Picked and assembled the multi-camera capture for the onboard rig — detection and tracking on the move.

A robot with compute on board

A robot with compute on board

A Jetson on a robot doing detection and scene understanding fully offline — no server anywhere.

Drones

Drones

Ground control and vision for autonomous drones. The hard part is spotting a small, low-contrast target from hundreds of metres up.

That board in the cat case

That board in the cat case

When there's no off-the-shelf hardware, you make your own.
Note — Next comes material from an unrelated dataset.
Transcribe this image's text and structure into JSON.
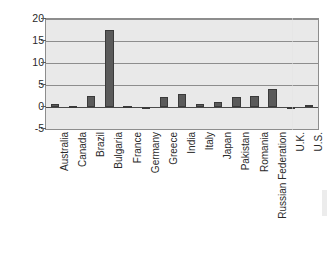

I laid out and brought up this board myself — the cat enclosure I printed just for fun.

The stuff that's actually on the street

The stuff that's actually on the street

Several hundred units shipped and kept running in the real world, not in the lab.

Where I worked

Where all this came from.

  1. On my own now

    Jun 2026 — now

    Helping companies with AI · Remote / worldwide

    • I help figure out where AI pays off and get sensible ideas to something that runs.
    • I work out the hardware and the cost of inference; local, edge or cloud — whichever comes out cheaper and safer.
    • I say so honestly when a project is better left alone.
  2. Black Diamond Research & Development

    Dec 2024 — Jun 2026

    Head of R&D group · Abu Dhabi, UAE

    • Ran development, requirements and the team for R&D on autonomous drones, rovers and submarines.
    • Built the onboard vision: several cameras, detection and tracking in real time — including the hard long-range, low-contrast targets.
    • Got multimodal models running straight on Jetson Orin and RK3588, no server.
  3. City Technologies LTD

    May 2022 — Dec 2024

    Tech lead, computer-vision team · Belgorod / Moscow

    • Ran the team; three products went from idea to hardware that's on the streets now across Russia and neighbouring countries.
    • Camera detection, mobile detection on the move, city parking — vehicles, people and events in real time.
    • Shipped and kept running several hundred camera + compute units.
  4. Belgorod Regional Government

    Aug 2021 — Feb 2022

    Lead developer (contract) · Belgorod

    • Built a secure internal communications platform for government officials.
    • The whole thing: requirements, security, encrypted document workflow, internal messaging.

What I work with

The tools, if you're curious.

AI / ML

  • LLM & multimodal
  • RAG
  • Fine-tuning & LoRA
  • Quantization
  • Computer vision
  • Detection / YOLO
  • Tracking & re-ID
  • Agents

Edge & embedded

  • NVIDIA Jetson Orin
  • Jetson Thor
  • Rockchip RK3588
  • TensorRT
  • DeepStream
  • on-device inference
  • Embedded Linux

Everything else

  • C / C++
  • Python
  • Rust
  • TypeScript / React
  • PostgreSQL
  • Docker & CI/CD
  • Linux
  • MLOps

Email

Write to me if it's relevant

In a couple of lines — what you're trying to do. I'll tell you honestly whether AI is even the right tool, what it would take, and roughly what it costs. If you don't need AI, I'll say that too.